BalthazarBlake · 56-60, M
@DearAmbellina2113 I'd like a DNA test but think an alien might crop up somewhere! 🤔👽
SW-User
Dad's side back to England in the 1600's and the troubles brothers Brian and Phillip had getting over here. On mom's side just that they all came from Germany
Musicman · 61-69, M
In my dad's side yes. On my mom's side not so well. I know both sides fought in the Civil War for the Union. I know my mom's father guarded Geronimo in Fort Sill Oklahoma for a while. I also know that one of my great, great, great, great grandmother's was one of the four women hung for being a witch in the Salem Witch Trials.
BalthazarBlake · 56-60, M
@Musicman Brave ladies. Witch hunts were about persecuting the more vulnerable and powerless. The Puritans believed women should have babies, raise children, and be subservient to their husbands. Because of Eve and her 'sinful apple', they also believed that women were more likely to be tempted by the devil. These women attempted to stand out or influence society in some way, and they were punished for it. It seems to boil down to women being courageous enough to be different and claim a place in society that didn't offer them legal power or protection.

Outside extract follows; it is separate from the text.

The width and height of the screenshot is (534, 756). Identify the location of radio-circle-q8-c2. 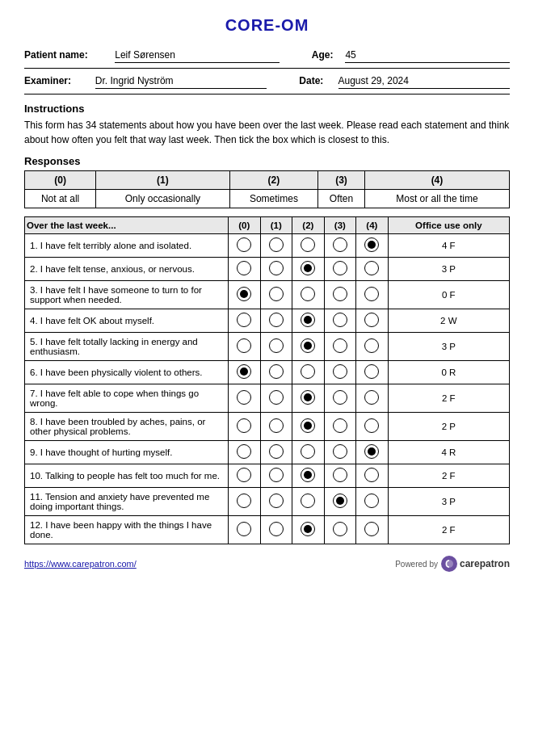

I know bits and pieces, I know that I have ancestors who fought in the revolutionary war and the civil war.
I had a great grandfather who was a tug boat captain in Manhattan harbor and I had a great great grandmother who was a Gypsie princess , 👑 when she passed away thousands of Gypsies from all over America and Europe attended her funeral.
cherokeepatti · 61-69, F
If he is American you can find what those medals were for on a military website. Maybe not the entire story but they will tell some information.
BalthazarBlake · 56-60, M
@cherokeepatti No, I'm actually referring to the Free State army or the Regulars which was the army of the Irish civil war. Have you heard of Michael Collins?
cherokeepatti · 61-69, F
@BalthazarBlake no sorry
exexec · 61-69, C
Yes. Family history, genealogy, is my hobby. I can trace all lines back to the 1700's and a few lines back to the 1600's and beyond. All of my lines are from the British Isles and Western Europe.
SW-User
Yes. I've got back to 1600s on most branches and run out of family. They're all fairly dull, with very little movement.
SW-User
Never got beyond WW1 when for an unknown reason the family surname changed. Very suspicious.........maybe skeletons in the cupboard!
basilfawlty89 · 31-35, M
On my dad's side up until my great grandfather and great grandmother.

On my mom's side from about the mid 1800s when we arrived here during the Famine.